Say Cheese
From its start as pioneer town to its reign as the cheese center of the nation, Aurora has seen many changes in its 200 years. Before 1799, Aurora was merely a spot on the map of the Connecticut Western Reserve, a parcel of land drawn in a lottery by members of the Big Beaver Land Co. comprised of citizens of Suffield, Conn.
The new landowners contracted Capt. Ebenezer Sheldon, a former Revolutionary War soldier, to settle their land and act as their agent. Having suffered business reversals, Sheldon at age 45 looked to the Western Reserve for a fresh start.
Leaving his family behind, Sheldon traveled the south route to Ohio through Pittsburgh and had the distinction of being the first white man to enter the township for the purpose of settling.
The site of Sheldon’s first log cabin, built with the help of Elias Harmon, lies east on Pioneer Trail near the edge of the township on prime property straddling the Chagrin River. After carving out a bit of civilization in the wilderness, Sheldon retrieved his family from Connecticut and they became the first family in Aurora.
For three years the Sheldon’s nearest neighbors were in other townships. Eventually, more pioneers moved west, lured by stories that trickled east and told of rich soil, abundant game and powerful waterfalls to run mills.
They came by wagon and ox cart through Pittsburgh as Sheldon had done, or through New York and down rivers to Aurora, their dreams of a land of milk and honey packed with their precious few possessions.
Seventy-two people came in 1807 alone, beginning the exodus that would carve roads from forests and sprout cabins throughout the township.
Much of the township’s settlement edged the three main roads of Aurora, the first being the Cleveland-Warren Road (Pioneer Trail and Route 43 north), constructed in 1802 by Ebenezer Sheldon.
The second was the Chillicothe Turnpike, which began at Lake Erie, splitting the small towns it passed through as it ran south until it reached Aurora, where it swerved southwest to Hudson and ended at the state capital of Chillicothe. The local segment is now called Aurora-Hudson Road.
The third was Bissell and David (Old Mill) roads. By opening up landlocked property for settlement through road construction, the Connecticut Land Co. encouraged purchasers of the land to actually settle and not just hold the property for speculation.
The land at the intersection of the early roads was a breeding ground for commerce as taverns, inns and stores were built to service settlers and travelers. Aurora developed three major areas of commerce; the first along Chillicothe Road is what is known as the Town Center area.

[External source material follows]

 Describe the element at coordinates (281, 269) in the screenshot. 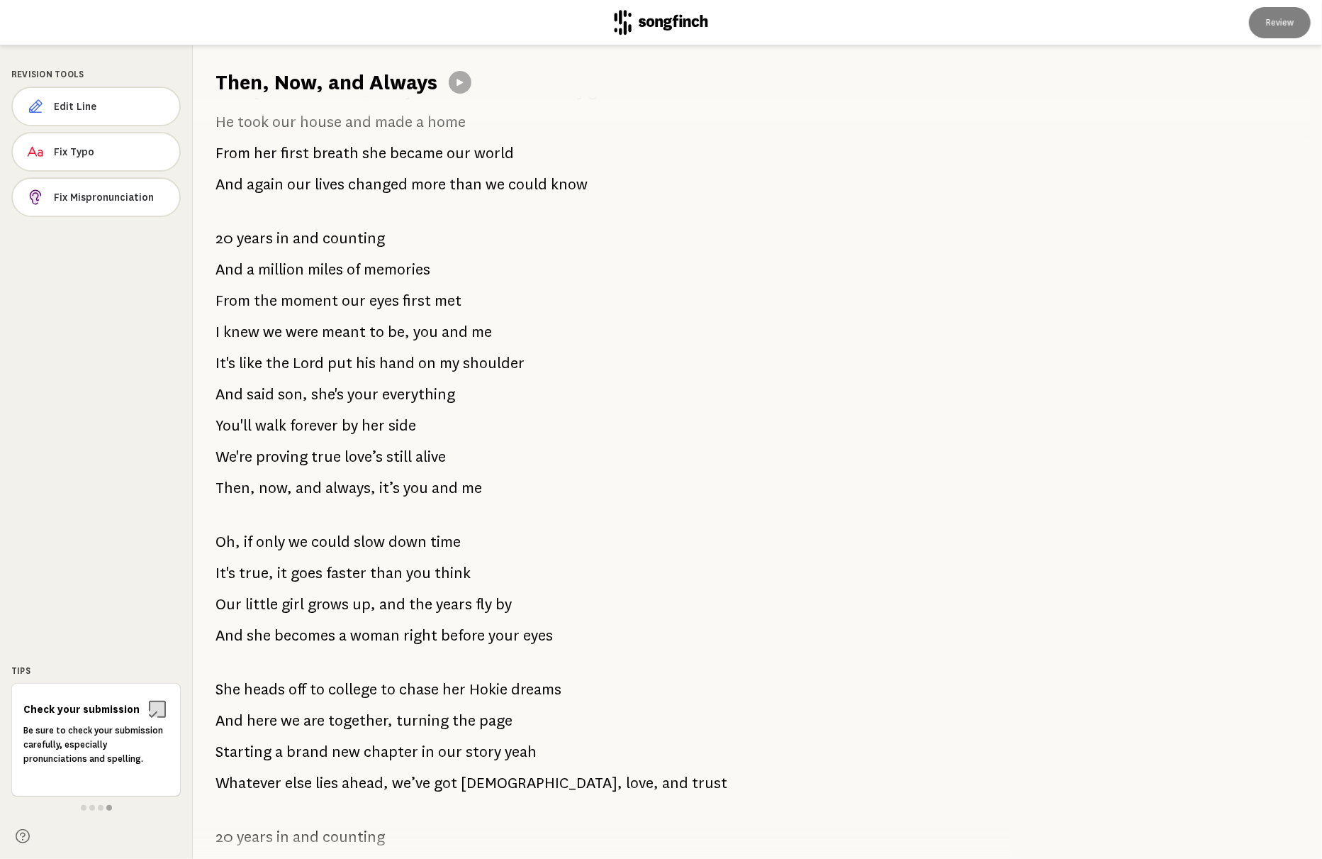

By the middle of the 1800s, this road was lined with two tailors, wagon and paint shops, a blacksmith, a harness maker, three shoemakers, two doctors, an attorney, the Aurora Academy School, a farmer’s store, two general stores, two hotels and two taverns.
The second major commercial area was Aurora Station, also called Howardville after the Howard family, which operated a grist mill and sawmill; and Slab City, so named because of the waste slabs of lumber from nearby mills stacked in piles in the valley.
This area centered around the intersection of Garfield Road and the Chagrin River, a major source of water power. Along this river, waterwheels churned out the products of two sawmills, a grist mill, a tannery, shoe shops, an ashery, a wood shop, a woolen factory, a blacksmith, a cheese factory and warehouse, and a general store.
Centerville Mills was a third commercial area, located near Chillicothe and Crackel roads and the Chagrin River. Prior to 1820, mills began to spring up along this hilly stretch.
Between the Aurora Station area and northwest up the river toward Solon, five sawmills and grist mills turned their waterwheels like gears in the industrial engine that was springing to life.
At one time, the Centerville Mills area boasted a cluster of homes, a brickyard, tannery, school, blacksmith, shoemaker and carding-woolen mill.
As lucrative as this myriad of business was to Aurora, the town owed much of its fame to one industry – cheese.
Oddly enough, tradition relates that in 1819 this industry got its start from two young apple thieves who skipped town to avoid apprehension. They traveled south to New Orleans, where they noticed English cheese selling for $1 a pound.
After returning to Aurora and making amends for their misdeeds, Harvey Baldwin, the entrepreneur of the duo, gathered up one ton of cheese and journeyed down the Ohio River selling his cargo along the way.
Back in Aurora, the seed of profit was planted, and gradually more and more homes were converted to accommodate the new industry.
Cheese making was a laborious process carried out mainly by the pioneer women, but the main obstacle to the growing industry was distribution to increasing numbers of markets. The arrival of the steam railroad in Aurora in 1856 alleviated much of this problem.
Local cheese barons such as Hopson Hurd and his son Frank, and Willis J. Eldridge were instrumental in the industry’s growth, building local factories to make cheese in uniform sizes and grades to command higher prices than the products sold by local farmers.